I want to have rest controller in Spring Boot to handle all requests like this: "/{arg}", EXCEPT "/sitemap.xml". How can I achieve that?
You could specify your request mapping on the controller level via regex and exclude some resources (e.g. 'excludeResourceA' and 'excludeResourceB') with:
#RestController
#RequestMapping(value = "/{arg:(?!sitemap.xml|excludeResourceA|excludeResourceB).*$}")
public class YourRestController {
// your implementation
}
Of course you can also specify the request mapping on the method level with the same regex relative to your controller path matching and you can pass the argument with #PathVariable("arg") String arg in your method signature to your method body if you need it.
I am working on a Spring MVC application and I have the following problem into a controller class that is annotated with #RequestMapping("/profilo/") at class level.
So I have something like this:
#Controller
#RequestMapping("/profilo/")
public class ProfiloController extends BaseController {
..................................................................
..................................................................
SOME CONTROLLER METHOD THAT WORK CORRECTLY
..................................................................
..................................................................
#RequestMapping(value = "utenze/{username}/confermaEmail/{email:.+}", method = RequestMethod.GET)
public String confermaModificaEmail(#PathVariable String username, #PathVariable String email, Model model) {
logger.debug("INTO confermaModificaEmail(), indirizzo e-mail: " + email);
.......................................................................

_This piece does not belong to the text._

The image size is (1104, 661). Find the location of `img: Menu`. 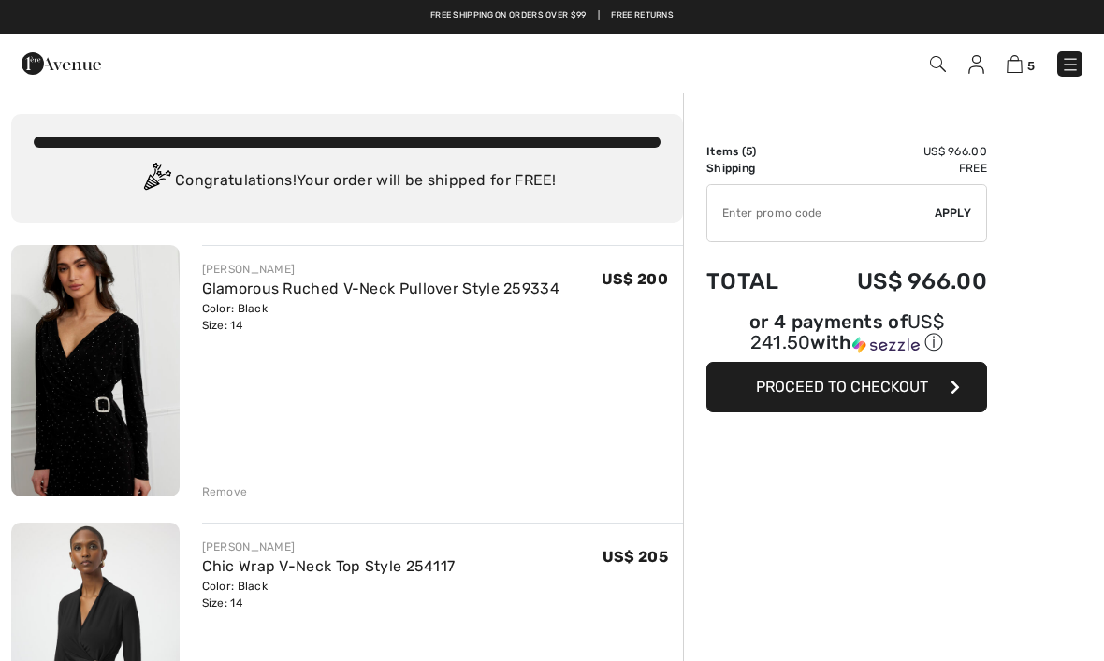

img: Menu is located at coordinates (1070, 65).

.......................................................................
.......................................................................
}
}
So, as you can see in the previous code snippet, I have this ProfiloController class that is annotated with #RequestMapping("/profilo/") so it means that all the HTTP Request handled by the controller method of this class have to start with the /profilo/ in the URL.

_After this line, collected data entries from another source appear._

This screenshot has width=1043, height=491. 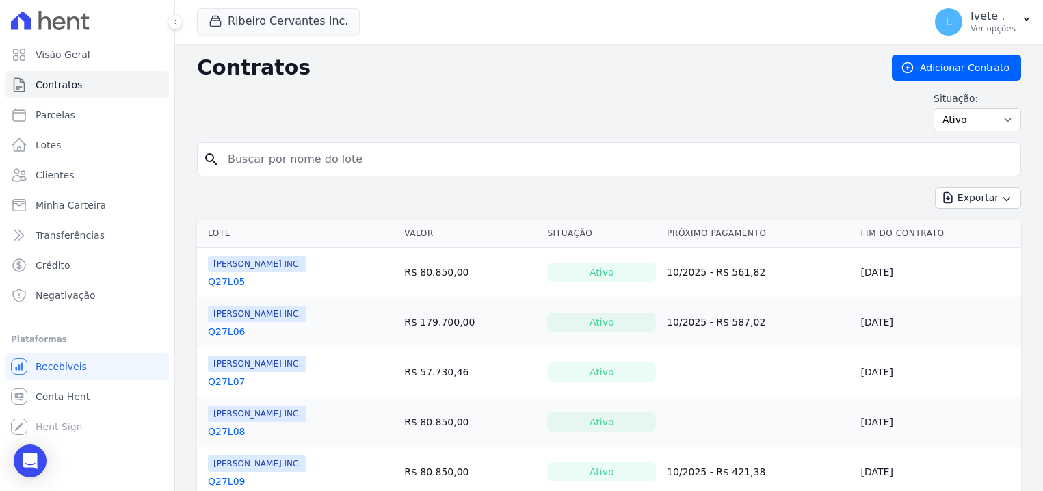 I want to click on button: Ribeiro Cervantes Inc., so click(x=278, y=21).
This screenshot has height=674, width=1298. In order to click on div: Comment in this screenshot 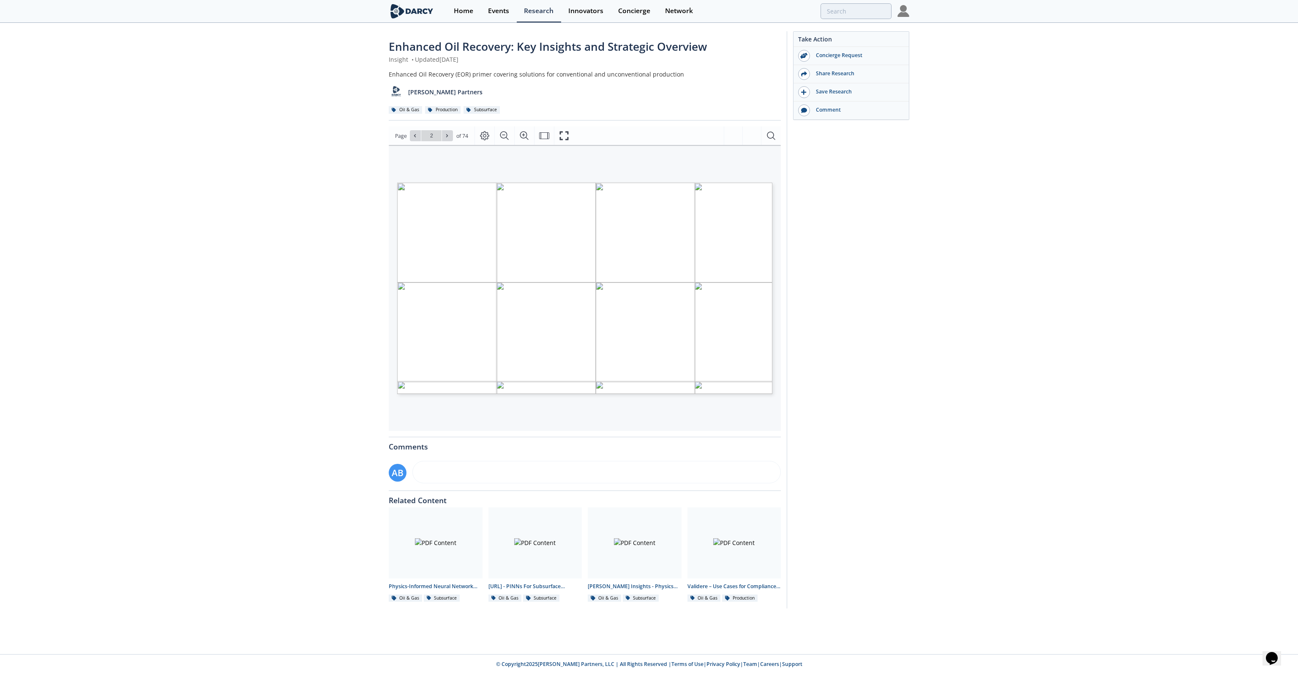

It is true for all the method of this class except for the confermaModificaEmail() method that have to handle URL as:
http://localhost:8080/my-project/utenze/mario.rossi/confermaEmail/a.nobili#siatec.net
that don't tart with /profilo/.
So can I specify that for this specific method of the controller the #RequestMapping("/profilo/") controller level mapping is not valid and have to be not considered?
This is not possible.
Spring has maintained a proper #Controller structure which says for all endpoints related to ControllerName (i.e .Portfolio in your case) should be kept in this class.
Ideally, any other url not related to the functionality should be kept as part of a different Controller class.

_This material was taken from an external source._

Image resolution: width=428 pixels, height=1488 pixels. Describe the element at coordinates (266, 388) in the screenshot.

If still you want to keep in same controller, try calling the endPoint url confermaModificaEmail() by redirecting the http call from "/portfolio/<"sample"> to the required url. But this is not recommended.
I'm using spring annotation based controller. I want my URL /user/messages to map to some controller a if query parameter tag is present otherwise to some different controller b. This is required because when parameter tag is present then some more parameters can be present along with that which i want to handle in different controller to keep the implementation clean.Is there any way to do this in spring. Also is there any other elegant solution to this problem ?
You can use the params attribute of the #RequestMapping annotation to select an controller method depending on Http parameters.
See this example:
#RequestMapping(params = "form", method = RequestMethod.GET)
public ModelAndView createForm() {
...
}
#RequestMapping(method = RequestMethod.GET)
public ModelAndView list() {
...
}
It is a REST style like Spring ROO uses: if the request contains the parameter forms then the createForm handler is used, if not the list method is used.
If you want to go the Spring route, you can checkout the HandlerInterceptor mentioned here. The Interceptor can take a look at your query param and redirect the link to something else that can be caught by another SimpleUrlMapper.
The other way is to send it to a single controller and let the controller forward to another action if the query parameter is "b".